Nick Lane
๐ค PersonAppearances Over Time
Podcast Appearances
It's a process called Muller's ratchet, but it's basically, these mutations are kind of somewhat screened from selection by being compensated for by clean copies that you have of other copies.
So how do you get rid of those mutations that are building up over time?
Well, the answer is what you need to do is increase variants of mitochondrial genes.
What you need to do is effectively segregate into these cells all the mutants and into those ones all the wild-type ones.
Yeah.
So you can do that by multiple rounds of cell division, but it helps if you've got two sexes that effectively only one sex passes on the mitochondria.
So you're already sampling.
So you're already increasing the variance and you're increasing visibility to selection.
So basically it's about the quality of mitochondrial genes.
So we're talking about variance between cells.
So if you imagine that you have 100 cells and they all come from the same parent, let's say, and you randomly give each cell, if you give all the mitochondria that you have kind of straight into a single cell without changing any of the ratios there,
then it's exactly the same as you are.
It's fully clonal.
But if you give, if you take a small subsection of those and you say you take a random 10%, you give 10% to this one, a random 10% to that one, a random 10% to this one, randomly, this cell is going to happen to have got all the good copies.
Yeah.
And this cell is going to happen to have got all the bad copies.
And now you subject these 100 cells to selection and say, how are you doing?
And the one that got all the good copies, that does well, that gets on.
So what you're doing is increasing the variance between this kind of next generation of cells.
So the ones that got all the mutants, they get hit.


**DIRECTIONS FOR THIS TASK:** I would like every line of the records below that contains the word "Organise" copied.

**DATA FOR REVIEW:**
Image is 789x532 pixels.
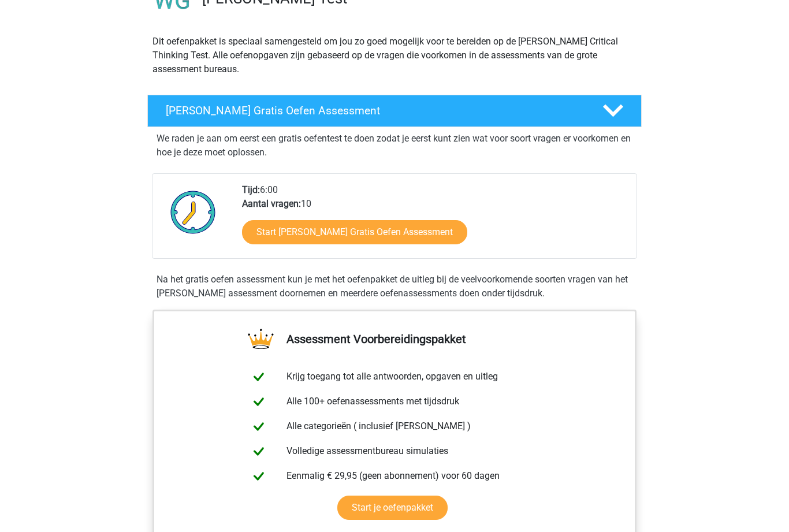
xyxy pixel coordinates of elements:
div: 6:00 10 [233,183,636,258]
a: Start je oefenpakket [337,496,447,520]
p: We raden je aan om eerst een gratis oefentest te doen zodat je eerst kunt zien wat voor soort vra... [156,132,633,160]
a: [PERSON_NAME] Gratis Oefen Assessment [142,95,647,127]
img: Klok [164,183,222,240]
b: Tijd: [242,184,260,195]
h4: [PERSON_NAME] Gratis Oefen Assessment [166,104,584,117]
b: Aantal vragen: [242,198,301,209]
div: Na het gratis oefen assessment kun je met het oefenpakket de uitleg bij de veelvoorkomende soorte... [152,273,637,301]
a: Start [PERSON_NAME] Gratis Oefen Assessment [242,220,467,245]
p: Dit oefenpakket is speciaal samengesteld om jou zo goed mogelijk voor te bereiden op de [PERSON_N... [152,35,637,77]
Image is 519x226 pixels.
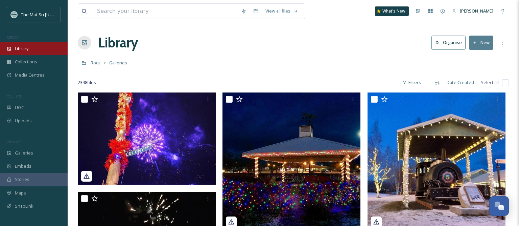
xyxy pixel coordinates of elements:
button: New [469,36,494,49]
a: Organise [432,36,469,49]
span: SnapLink [15,203,33,209]
img: Social_thumbnail.png [11,11,18,18]
span: MEDIA [7,35,19,40]
span: UGC [15,104,24,111]
span: Galleries [109,60,127,66]
span: Root [91,60,100,66]
span: [PERSON_NAME] [460,8,494,14]
span: 2348 file s [78,79,96,86]
span: Media Centres [15,72,45,78]
span: WIDGETS [7,139,22,144]
span: Maps [15,189,26,196]
a: View all files [262,4,302,18]
span: The Mat-Su [US_STATE] [21,11,68,18]
span: COLLECT [7,94,21,99]
div: Filters [399,76,425,89]
button: Open Chat [490,196,509,216]
input: Search your library [94,4,238,19]
a: Galleries [109,59,127,67]
span: Uploads [15,117,32,124]
a: Library [98,32,138,53]
span: Galleries [15,150,33,156]
a: What's New [375,6,409,16]
a: [PERSON_NAME] [449,4,497,18]
span: Collections [15,59,37,65]
button: Organise [432,36,466,49]
span: Library [15,45,28,52]
img: ilovepalmeralaska_03242025_1383465577670954415_4144432658.jpg [78,92,216,184]
span: Select all [481,79,499,86]
span: Stories [15,176,29,182]
span: Embeds [15,163,31,169]
a: Root [91,59,100,67]
div: Date Created [444,76,478,89]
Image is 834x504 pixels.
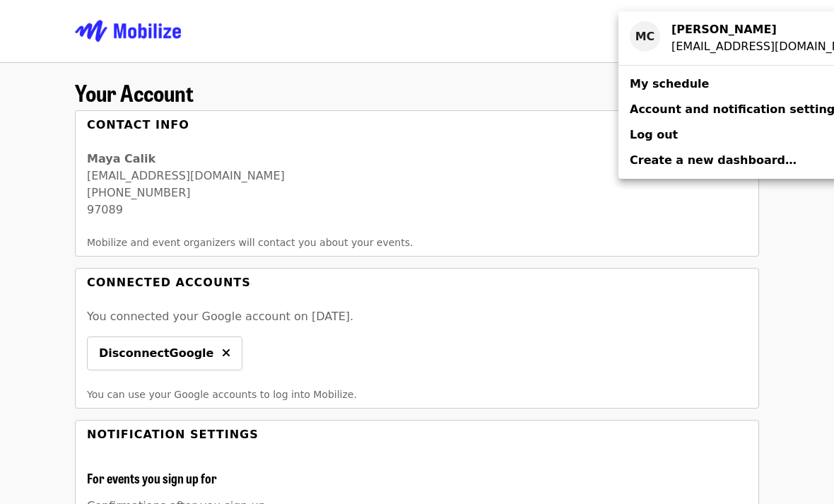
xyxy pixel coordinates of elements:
[630,22,661,52] div: MC
[630,128,678,141] span: Log out
[672,22,777,36] strong: [PERSON_NAME]
[630,154,797,167] span: Create a new dashboard…
[630,77,709,91] span: My schedule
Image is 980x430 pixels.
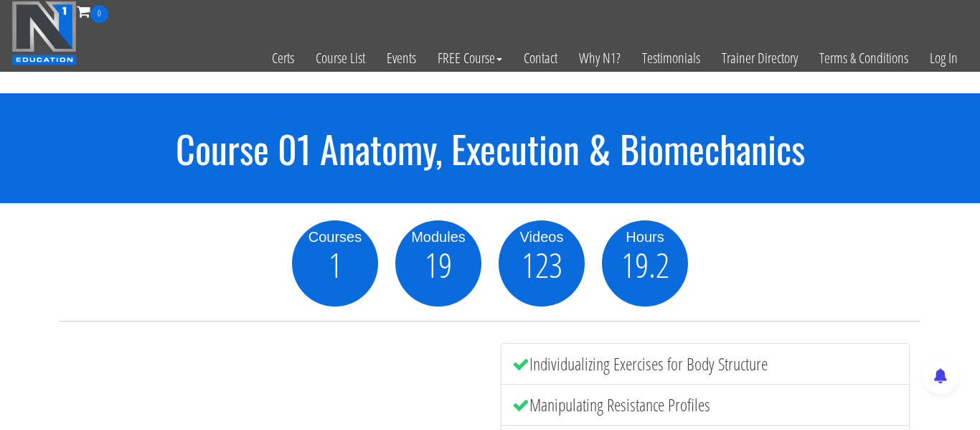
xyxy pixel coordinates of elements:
li: Individualizing Exercises for Body Structure [501,343,910,385]
a: Events [376,23,427,94]
a: Log In [919,23,968,94]
a: Course List [305,23,376,94]
div: Videos [498,226,585,247]
div: Hours [602,226,688,247]
a: Contact [513,23,568,94]
a: FREE Course [427,23,513,94]
span: 123 [521,247,562,282]
a: Terms & Conditions [808,23,919,94]
a: Trainer Directory [711,23,808,94]
a: Testimonials [631,23,711,94]
span: 19 [425,247,452,282]
span: 0 [91,5,108,23]
a: Certs [261,23,305,94]
img: n1-education [12,1,76,66]
li: Manipulating Resistance Profiles [501,384,910,426]
div: Courses [292,226,378,247]
span: 19.2 [621,247,669,282]
div: Modules [395,226,482,247]
span: 1 [328,247,342,282]
a: Why N1? [568,23,631,94]
a: 0 [76,1,108,21]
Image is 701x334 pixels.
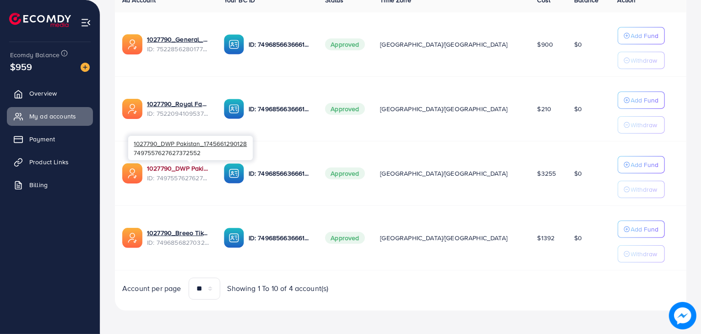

**EXERCISE RESPONSE:**
a: Organise [432,36,469,49]
button: Organise [432,36,466,49]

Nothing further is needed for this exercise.